My underfoot artwork is vital because I am not in the way.

A few nights ago I confessed that the muse possessed me and I stapled a new canvas to the wall. In a fury of gesso madness, I coated the canvas so that it might stretch and ready itself to reveal its secrets. Today I put on a second coat of gesso and also managed to cover myself with more gesso than actually made it onto the canvas. This has always been true of me: it is nearly impossible for me to put paint on anything without getting equal amounts on myself. Roger used to say that I only needed to walk within ten feet of a can of paint in order to wear half of it. Too true! During the process of painting I am never aware of my personal transformation into canvas. It is only after the fact that I discover the spatter pattern on my shirt and pants and shoes. And, today, while following the spatter trail to my feet (no shoes where involved today), my eyes went to the floor! It was glorious.

Picasso famously said, “Every child is an artist. The problem is how to remain an artist once we grow up.” When we grow up we put down our big brushes, our spontaneity, our spirit of play and pick up our little inner critic, a need to impress others with our little brilliance, and the notion that “artist” is something you do. Adults forget that artistry is essentially curiosity in relationship with a moment. “Artist” is not a role, it is a way of being. What happens when you smear the paint simple to feel the smear, tear the paper for the sound, use vibrant orange to paint the broccoli tree against a purple streak that might be an indication of sky – or deep joy made manifest with the swipe of a brush. Every child knows that joy is purple today and another color tomorrow.

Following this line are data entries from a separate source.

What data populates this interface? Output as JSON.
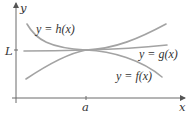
{
  "figure": {
    "axis_labels": {
      "x": "x",
      "y": "y"
    },
    "y_tick_label": "L",
    "x_tick_label": "a",
    "curve_labels": {
      "h": "y = h(x)",
      "g": "y = g(x)",
      "f": "y = f(x)"
    },
    "colors": {
      "axis": "#6b6b6b",
      "curve": "#a3a3a3",
      "text": "#333333"
    }
  }
}
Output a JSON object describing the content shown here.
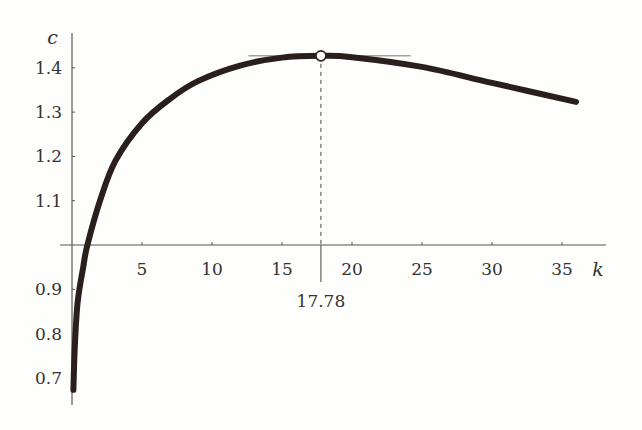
{
  "chart_data": {
    "type": "line",
    "title": "",
    "xlabel": "k",
    "ylabel": "c",
    "xlim": [
      0,
      38
    ],
    "ylim": [
      0.66,
      1.47
    ],
    "x_axis_crosses_at_y": 1.0,
    "grid": false,
    "x_ticks": [
      5,
      10,
      15,
      20,
      25,
      30,
      35
    ],
    "x_tick_labels": [
      "5",
      "10",
      "15",
      "20",
      "25",
      "30",
      "35"
    ],
    "y_ticks": [
      0.7,
      0.8,
      0.9,
      1.1,
      1.2,
      1.3,
      1.4
    ],
    "y_tick_labels": [
      "0.7",
      "0.8",
      "0.9",
      "1.1",
      "1.2",
      "1.3",
      "1.4"
    ],
    "series": [
      {
        "name": "c(k)",
        "color": "#2a1f1c",
        "x": [
          0.1,
          0.2,
          0.4,
          0.8,
          1.1,
          2,
          3.1,
          5,
          7,
          9,
          12,
          15,
          17.78,
          20,
          25,
          30,
          36
        ],
        "y": [
          0.673,
          0.77,
          0.87,
          0.95,
          1.0,
          1.1,
          1.19,
          1.275,
          1.33,
          1.37,
          1.405,
          1.423,
          1.427,
          1.424,
          1.402,
          1.366,
          1.323
        ]
      }
    ],
    "annotations": {
      "maximum": {
        "k": 17.78,
        "c": 1.427,
        "label": "17.78"
      },
      "tangent_line": {
        "k_from": 12.6,
        "k_to": 24.2,
        "c": 1.427
      }
    }
  }
}
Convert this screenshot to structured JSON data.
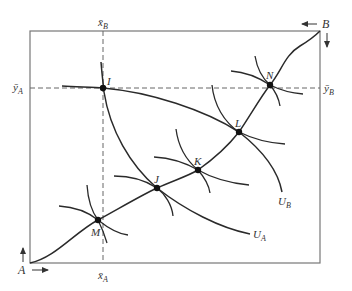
{
  "diagram": {
    "type": "edgeworth-box",
    "origins": {
      "A": "A",
      "B": "B"
    },
    "endowment_labels": {
      "x_A": "x̄",
      "x_A_sub": "A",
      "x_B": "x̄",
      "x_B_sub": "B",
      "y_A": "ȳ",
      "y_A_sub": "A",
      "y_B": "ȳ",
      "y_B_sub": "B"
    },
    "points": [
      {
        "name": "I",
        "x": 103,
        "y": 88
      },
      {
        "name": "J",
        "x": 157,
        "y": 188
      },
      {
        "name": "K",
        "x": 198,
        "y": 170
      },
      {
        "name": "L",
        "x": 239,
        "y": 132
      },
      {
        "name": "M",
        "x": 98,
        "y": 220
      },
      {
        "name": "N",
        "x": 270,
        "y": 85
      }
    ],
    "curves": {
      "U_A": "U",
      "U_A_sub": "A",
      "U_B": "U",
      "U_B_sub": "B"
    },
    "colors": {
      "line": "#2a2a2a",
      "box": "#777777",
      "dash": "#666666"
    }
  }
}
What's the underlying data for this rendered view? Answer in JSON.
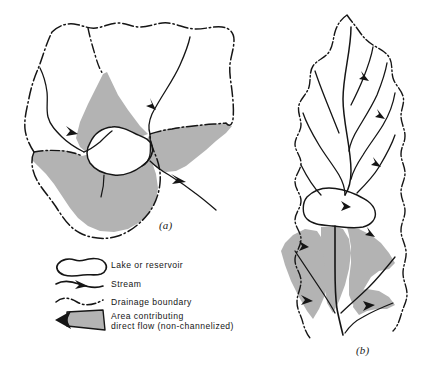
{
  "figure": {
    "type": "map-diagram",
    "background_color": "#ffffff",
    "ink_color": "#151515",
    "shade_color": "#b3b3b3",
    "panels": [
      {
        "id": "a",
        "label": "(a)",
        "name": "compact-basin-map",
        "features": [
          "drainage boundary",
          "internal sub-basin boundaries",
          "lake or reservoir",
          "stream network",
          "shaded direct-flow area",
          "outlet stream with arrow"
        ]
      },
      {
        "id": "b",
        "label": "(b)",
        "name": "elongated-basin-map",
        "features": [
          "drainage boundary",
          "dendritic stream network",
          "lake or reservoir",
          "shaded direct-flow area near outlet"
        ]
      }
    ]
  },
  "legend": {
    "name": "map-legend",
    "items": [
      {
        "symbol": "lake-blob-outline",
        "label": "Lake or reservoir"
      },
      {
        "symbol": "stream-line-with-arrow",
        "label": "Stream"
      },
      {
        "symbol": "dash-dot-boundary-line",
        "label": "Drainage boundary"
      },
      {
        "symbol": "gray-shaded-wedge",
        "label": "Area contributing",
        "label_line2": "direct flow (non-channelized)"
      }
    ]
  }
}
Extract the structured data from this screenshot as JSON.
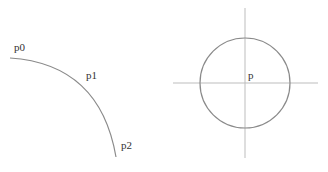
{
  "left_figure": {
    "labels": {
      "p0": "p0",
      "p1": "p1",
      "p2": "p2"
    },
    "curve": {
      "start": [
        10,
        58
      ],
      "control": [
        100,
        64
      ],
      "end": [
        116,
        157
      ],
      "color": "#8a8a8a"
    }
  },
  "right_figure": {
    "labels": {
      "p": "p"
    },
    "circle": {
      "cx": 245,
      "cy": 83,
      "r": 45,
      "color": "#8a8a8a"
    },
    "axes": {
      "color": "#bdbdbd"
    }
  }
}
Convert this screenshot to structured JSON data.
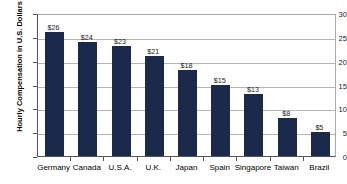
{
  "chart_data": {
    "type": "bar",
    "title": "",
    "xlabel": "",
    "ylabel": "Hourly Compensation in U.S. Dollars",
    "ylim": [
      0,
      30
    ],
    "yticks": [
      0,
      5,
      10,
      15,
      20,
      25,
      30
    ],
    "ytick_labels": [
      "0",
      "5",
      "10",
      "15",
      "20",
      "25",
      "30"
    ],
    "grid": true,
    "legend": false,
    "value_prefix": "$",
    "categories": [
      "Germany",
      "Canada",
      "U.S.A.",
      "U.K.",
      "Japan",
      "Spain",
      "Singapore",
      "Taiwan",
      "Brazil"
    ],
    "values": [
      26,
      24,
      23,
      21,
      18,
      15,
      13,
      8,
      5
    ],
    "data_labels": [
      "$26",
      "$24",
      "$23",
      "$21",
      "$18",
      "$15",
      "$13",
      "$8",
      "$5"
    ],
    "bar_color": "#1b2a4a",
    "grid_color": "#b5b5b5",
    "axis_color": "#555555",
    "background_color": "#ffffff"
  }
}
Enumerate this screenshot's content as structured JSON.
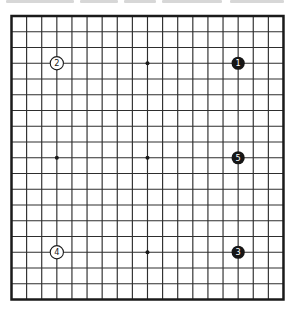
{
  "board": {
    "type": "go-board",
    "board_size": 19,
    "colors": {
      "background": "#ffffff",
      "line": "#2e2e2e",
      "border": "#1a1a1a",
      "star_point": "#1a1a1a",
      "black_stone": "#161616",
      "white_stone": "#ffffff",
      "white_stone_outline": "#1a1a1a",
      "number_on_black": "#ffffff",
      "number_on_white": "#1a1a1a"
    },
    "stones": [
      {
        "number": "1",
        "color": "black",
        "col": 15,
        "row": 3
      },
      {
        "number": "2",
        "color": "white",
        "col": 3,
        "row": 3
      },
      {
        "number": "3",
        "color": "black",
        "col": 15,
        "row": 15
      },
      {
        "number": "4",
        "color": "white",
        "col": 3,
        "row": 15
      },
      {
        "number": "5",
        "color": "black",
        "col": 15,
        "row": 9
      }
    ],
    "star_points": [
      {
        "col": 9,
        "row": 3
      },
      {
        "col": 3,
        "row": 9
      },
      {
        "col": 9,
        "row": 9
      },
      {
        "col": 9,
        "row": 15
      }
    ]
  }
}
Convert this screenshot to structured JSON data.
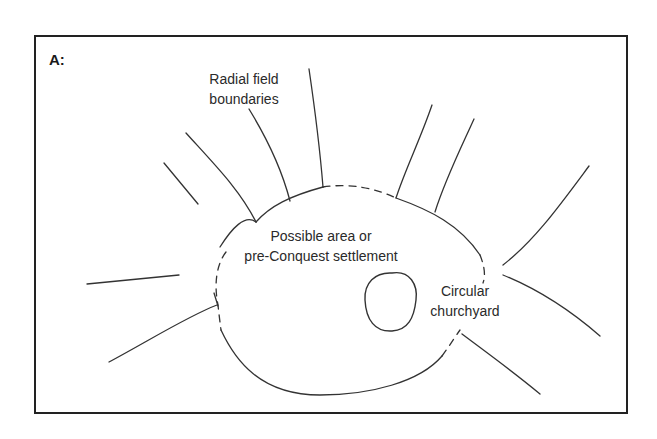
{
  "figure": {
    "panel_label": "A:",
    "colors": {
      "background": "#ffffff",
      "line": "#222222",
      "text": "#2a2a2a"
    },
    "frame": {
      "x1": 35,
      "y1": 36,
      "x2": 627,
      "y2": 413
    }
  },
  "labels": {
    "radial": {
      "line1": "Radial field",
      "line2": "boundaries"
    },
    "settlement": {
      "line1": "Possible area or",
      "line2": "pre-Conquest settlement"
    },
    "churchyard": {
      "line1": "Circular",
      "line2": "churchyard"
    }
  },
  "shapes": {
    "settlement_solid": [
      "M 220 247 C 232 228, 245 214, 256 222",
      "M 256 222 C 270 206, 290 196, 323 187",
      "M 396 198 C 430 210, 460 225, 480 255",
      "M 221 330 C 235 360, 260 395, 320 395 C 370 395, 420 382, 442 356",
      "M 214 293 L 218 306"
    ],
    "settlement_dashed": [
      "M 323 187 C 350 183, 375 188, 396 198",
      "M 480 255 C 484 265, 486 275, 483 283",
      "M 442 356 C 450 345, 455 337, 460 330",
      "M 226 252 C 216 265, 214 285, 218 305 C 219 315, 220 322, 221 330"
    ],
    "churchyard": "M 392 273 C 410 270, 418 285, 416 300 C 414 318, 408 330, 392 331 C 375 332, 366 320, 365 300 C 364 283, 375 272, 392 273 Z",
    "radials": [
      "M 164 163 L 198 204",
      "M 186 133 C 215 165, 240 190, 256 222",
      "M 249 109 C 268 140, 282 170, 290 201",
      "M 309 69 C 315 110, 320 150, 323 187",
      "M 432 105 C 420 140, 405 170, 396 198",
      "M 474 119 C 460 150, 445 180, 435 212",
      "M 589 166 C 560 205, 535 240, 503 265",
      "M 503 275 C 540 290, 570 310, 600 336",
      "M 87 284 L 179 275",
      "M 109 362 C 150 340, 190 315, 217 305",
      "M 462 334 C 490 355, 515 373, 540 394"
    ]
  }
}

My underfoot artwork, now showing on the studio floor gallery, is the work of the inner child, the real artist. All of the critics say his work is vibrant, free, and alive. The artist is not concerned with the critics’ interpretation because he was distracted by the sun, left his brush unattended on the table, and went outside to swing. All the world is his studio and swinging is, after all, real work of the serious artist.